Re: [PATCH RFC v2 5/6] staging: r8188eu: add error handling of rtw_read32

From: Pavel Skripkin
Date: Tue Aug 24 2021 - 02:53:46 EST


On 8/24/21 2:33 AM, Phillip Potter wrote:
On Sun, 22 Aug 2021 at 15:36, Pavel Skripkin <paskripkin@xxxxxxxxx> wrote:
-static u32 usb_read32(struct intf_hdl *pintfhdl, u32 addr)
+static int usb_read32(struct intf_hdl *pintfhdl, u32 addr, u32 *data)
{
u8 requesttype;
u16 wvalue;
u16 len;
- __le32 data;
+ int res;
+ __le32 tmp;
+
+ if (WARN_ON(unlikely(!data)))
+ return -EINVAL;

requesttype = 0x01;/* read_in */

wvalue = (u16)(addr & 0x0000ffff);
len = 4;

- usbctrl_vendorreq(pintfhdl, wvalue, &data, len, requesttype);
+ res = usbctrl_vendorreq(pintfhdl, wvalue, &data, len, requesttype);
+ if (res < 0) {
+ dev_err(dvobj_to_dev(pintfhdl->pintf_dev), "Failed to read 32 bytes: %d\n", res);
+ } else {
+ /* Noone cares about positive return value */
+ *data = le32_to_cpu(tmp);
+ res = 0;
+ }

- return le32_to_cpu(data);
+ return res;
}

Dear Pavel,

OK, found the issue with decoded stack trace after reviewing this
usb_read32 function. Your line:
res = usbctrl_vendorreq(pintfhdl, wvalue, &data, len, requesttype);

should read:
res = usbctrl_vendorreq(pintfhdl, wvalue, &tmp, len, requesttype);

With this change, the driver runs fine with no crashes/oopses. I will
explain the issue but you can probably see already, so I hope I'm not
coming across as patronising, just trying to be helpful :-)

Essentially, you are taking the address of the data function parameter
on this line with &data, a pointer to u32, which is giving you a
pointer to a pointer to u32 (u32 **) for this function parameter
variable. When passed to usbctrl_vendorreq, it is being passed to
memcpy inside this function as a void *, meaning that memcpy
subsequently overwrites the value of the memory address inside data to
point to a different location, which is problem when it is later
deferenced at:
*data = le32_to_cpu(tmp);
causing the OOPS


The most strange thing is why gcc didn't complain about different pointer types... I think, that gcc must complain about this type of not explicit casts, because 99% it's a bug.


> [WHAT THIS TASK INVOLVES]
Each line of the listing below that includes "Inventory" must be copied.
------ MATERIAL FOR THE TASK ------
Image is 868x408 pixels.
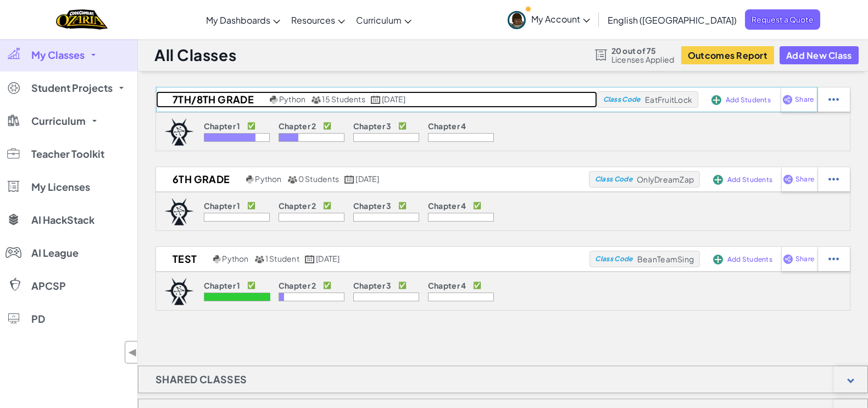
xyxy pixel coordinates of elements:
span: Student Projects [31,83,113,93]
span: Teacher Toolkit [31,149,104,159]
span: Resources [291,14,335,26]
span: 15 Students [322,94,366,104]
p: ✅ [323,281,331,290]
span: Class Code [603,96,641,102]
span: [DATE] [382,94,405,104]
img: IconAddStudents.svg [713,254,723,265]
span: BeanTeamSing [638,254,694,264]
h2: Test [156,250,211,267]
img: IconShare_Purple.svg [782,95,792,104]
span: [DATE] [316,254,339,263]
img: IconStudentEllipsis.svg [828,95,839,104]
p: ✅ [247,281,255,290]
span: 20 out of 75 [611,46,675,55]
a: My Account [502,2,595,37]
span: 1 Student [266,254,300,263]
span: EatFruitLock [645,95,692,104]
img: MultipleUsers.png [287,175,297,184]
img: IconShare_Purple.svg [783,174,793,184]
span: Curriculum [31,116,86,126]
span: 0 Students [298,174,339,184]
img: logo [165,277,194,305]
p: Chapter 2 [278,201,316,210]
span: Share [796,256,814,262]
p: ✅ [247,122,255,130]
a: Resources [285,5,351,35]
p: Chapter 4 [428,201,467,210]
span: Python [222,254,248,263]
img: avatar [508,11,526,29]
p: Chapter 3 [353,201,392,210]
a: Ozaria by CodeCombat logo [56,8,107,31]
img: python.png [213,255,221,263]
span: Licenses Applied [611,55,675,64]
img: python.png [246,175,254,184]
p: Chapter 4 [428,122,467,130]
span: My Classes [31,50,84,60]
img: python.png [269,95,278,104]
span: Class Code [595,256,632,262]
span: Add Students [726,97,771,103]
p: ✅ [398,122,406,130]
img: calendar.svg [305,255,315,263]
span: AI League [31,248,79,257]
span: English ([GEOGRAPHIC_DATA]) [607,14,737,26]
span: Share [795,96,814,102]
h2: 7th/8th Grade [156,91,267,108]
img: IconShare_Purple.svg [783,254,793,264]
p: ✅ [247,201,255,210]
a: Request a Quote [745,10,820,29]
a: My Dashboards [200,5,285,35]
p: ✅ [323,201,331,210]
p: Chapter 2 [278,281,316,290]
img: calendar.svg [344,175,355,184]
p: ✅ [473,281,481,290]
img: IconAddStudents.svg [711,95,721,105]
img: MultipleUsers.png [311,95,321,104]
span: Python [255,174,281,184]
span: Python [279,94,305,104]
span: My Account [531,13,590,25]
p: Chapter 4 [428,281,467,290]
a: Test Python 1 Student [DATE] [156,250,590,267]
a: 7th/8th Grade Python 15 Students [DATE] [156,91,597,108]
p: Chapter 2 [278,122,316,130]
p: Chapter 3 [353,122,392,130]
span: AI HackStack [31,215,95,225]
button: Add New Class [780,46,858,64]
h2: 6th Grade [156,171,243,188]
img: IconAddStudents.svg [713,175,723,184]
button: Outcomes Report [681,46,774,64]
span: OnlyDreamZap [637,174,694,184]
span: Add Students [727,176,773,183]
p: Chapter 3 [353,281,392,290]
a: 6th Grade Python 0 Students [DATE] [156,171,589,188]
span: Curriculum [356,14,401,26]
img: Home [56,8,107,31]
img: logo [165,118,194,145]
p: ✅ [323,122,331,130]
p: ✅ [398,201,406,210]
span: Class Code [595,176,632,183]
h1: All Classes [154,45,236,65]
img: logo [165,198,194,225]
p: ✅ [398,281,406,290]
a: English ([GEOGRAPHIC_DATA]) [602,5,742,35]
span: My Licenses [31,182,90,192]
p: Chapter 1 [204,281,241,290]
span: [DATE] [355,174,379,184]
img: calendar.svg [371,95,381,104]
p: ✅ [473,201,481,210]
img: MultipleUsers.png [254,255,264,263]
span: My Dashboards [206,14,270,26]
span: ◀ [128,344,138,360]
h1: Shared Classes [138,366,264,393]
a: Curriculum [351,5,417,35]
span: Add Students [727,256,773,263]
img: IconStudentEllipsis.svg [828,174,839,184]
p: Chapter 1 [204,122,241,130]
p: Chapter 1 [204,201,241,210]
img: IconStudentEllipsis.svg [828,254,839,264]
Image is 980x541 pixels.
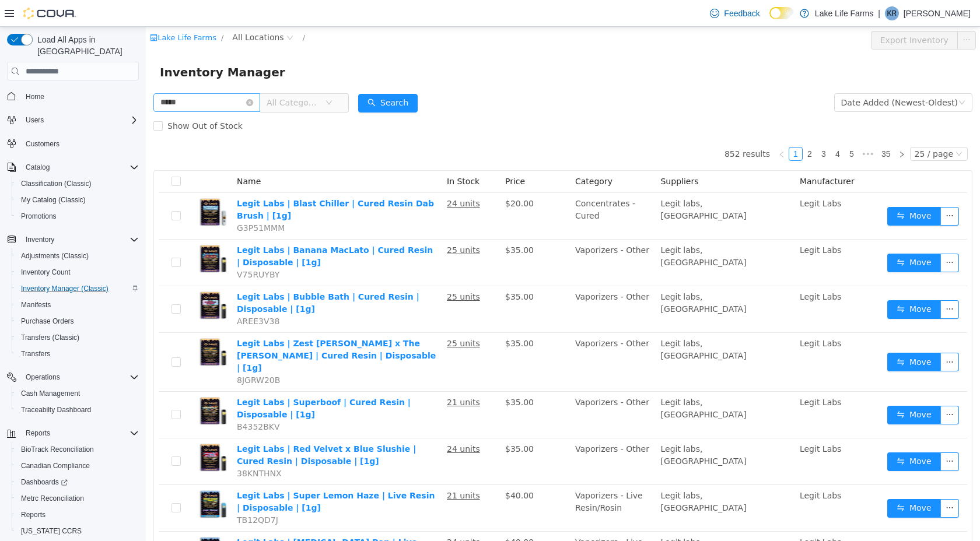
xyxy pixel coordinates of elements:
span: 38KNTHNX [91,442,136,452]
button: Inventory [21,233,59,246]
span: Transfers [21,350,50,358]
span: Legit labs, [GEOGRAPHIC_DATA] [515,464,600,486]
a: BioTrack Reconciliation [17,443,98,457]
a: Promotions [17,209,61,223]
a: 2 [657,121,670,134]
u: 21 units [300,464,334,473]
span: Home [21,88,138,103]
span: KR [887,7,898,21]
span: Manufacturer [654,150,709,159]
span: All Locations [86,4,137,17]
button: [US_STATE] CCRS [12,523,143,539]
span: Legit labs, [GEOGRAPHIC_DATA] [515,219,600,241]
td: Vaporizers - Other [424,259,510,306]
span: Legit Labs [654,464,695,473]
img: Legit Labs | Superboof | Cured Resin | Disposable | [1g] hero shot [52,370,82,399]
span: Transfers (Classic) [21,333,80,343]
button: icon: swapMove [741,181,795,199]
li: 1 [643,120,657,135]
a: Transfers [17,347,55,361]
a: Home [21,89,49,104]
button: icon: ellipsis [794,274,813,293]
i: icon: close-circle [100,73,107,80]
i: icon: down [180,73,187,81]
span: AREE3V38 [91,290,134,299]
a: Cash Management [17,387,84,401]
img: Legit Labs | Zest Mintz x The Butcher | Cured Resin | Disposable | [1g] hero shot [52,311,82,340]
span: Legit Labs [654,371,695,380]
span: Reports [21,426,138,440]
span: Users [21,113,138,127]
span: ••• [713,120,732,135]
span: Home [26,92,44,101]
span: Purchase Orders [21,317,74,326]
button: Promotions [12,208,143,225]
span: Adjustments (Classic) [17,249,138,263]
p: [PERSON_NAME] [903,7,970,21]
span: Legit Labs [654,312,695,321]
span: Promotions [17,209,138,223]
span: Legit Labs [654,172,695,182]
div: Kate Rossow [885,7,898,21]
span: Transfers [17,347,138,361]
a: 5 [699,121,712,134]
span: BioTrack Reconciliation [17,443,138,457]
a: Legit Labs | Banana MacLato | Cured Resin | Disposable | [1g] [91,219,287,241]
span: Inventory [21,233,138,246]
button: Manifests [12,297,143,313]
button: Operations [21,370,65,384]
a: Traceabilty Dashboard [17,403,95,417]
span: Dashboards [21,477,68,487]
a: Inventory Count [17,265,76,280]
p: | [878,7,880,21]
a: Legit Labs | Red Velvet x Blue Slushie | Cured Resin | Disposable | [1g] [91,417,270,439]
a: 35 [732,121,748,134]
u: 24 units [300,417,334,427]
span: Inventory Manager [14,36,146,55]
button: icon: swapMove [741,379,795,398]
img: Legit Labs | Red Velvet x Blue Slushie | Cured Resin | Disposable | [1g] hero shot [52,416,82,446]
a: Legit Labs | Bubble Bath | Cured Resin | Disposable | [1g] [91,265,274,287]
button: Home [2,87,143,104]
button: icon: ellipsis [794,472,813,491]
span: Reports [17,508,138,522]
span: Category [429,150,466,159]
img: Cova [24,8,76,20]
span: / [76,7,78,15]
span: Inventory Manager (Classic) [21,284,108,294]
span: My Catalog (Classic) [21,195,85,204]
button: Transfers (Classic) [12,330,143,346]
u: 25 units [300,312,334,321]
li: 3 [671,120,684,135]
span: Metrc Reconciliation [21,494,84,504]
a: Dashboards [17,475,73,489]
button: icon: ellipsis [811,4,830,23]
u: 24 units [300,511,334,520]
span: B4352BKV [91,396,135,405]
span: Promotions [21,212,57,221]
span: Suppliers [515,150,552,159]
span: 8JGRW20B [91,349,135,358]
u: 25 units [300,265,334,275]
span: Catalog [26,163,49,172]
a: Legit Labs | [MEDICAL_DATA] Pop | Live Resin | Disposable | [1g] [91,511,271,532]
span: Customers [21,136,138,151]
i: icon: down [809,124,817,132]
button: Metrc Reconciliation [12,491,143,507]
span: Inventory [26,235,54,244]
span: G3P51MMM [91,196,138,206]
a: Metrc Reconciliation [17,492,88,506]
button: Reports [2,425,143,442]
span: Legit Labs [654,265,695,275]
span: In Stock [300,150,334,159]
li: Next Page [749,120,763,135]
img: Legit Labs | Gastro Pop | Live Resin | Disposable | [1g] hero shot [52,510,82,539]
span: Reports [26,429,50,438]
button: Cash Management [12,386,143,402]
button: icon: swapMove [741,274,795,293]
button: Reports [12,507,143,523]
a: Customers [21,137,64,151]
i: icon: down [812,73,820,81]
span: Load All Apps in [GEOGRAPHIC_DATA] [32,33,138,57]
span: Legit labs, [GEOGRAPHIC_DATA] [515,312,600,334]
------
> [TASK RESPONSE]
button: Inventory [21,233,59,246]
span: Inventory [21,233,138,246]
a: Inventory Count [17,265,76,280]
span: Inventory Manager [14,36,146,55]
span: Inventory Manager (Classic) [21,284,108,294]
span: Inventory [26,235,54,244]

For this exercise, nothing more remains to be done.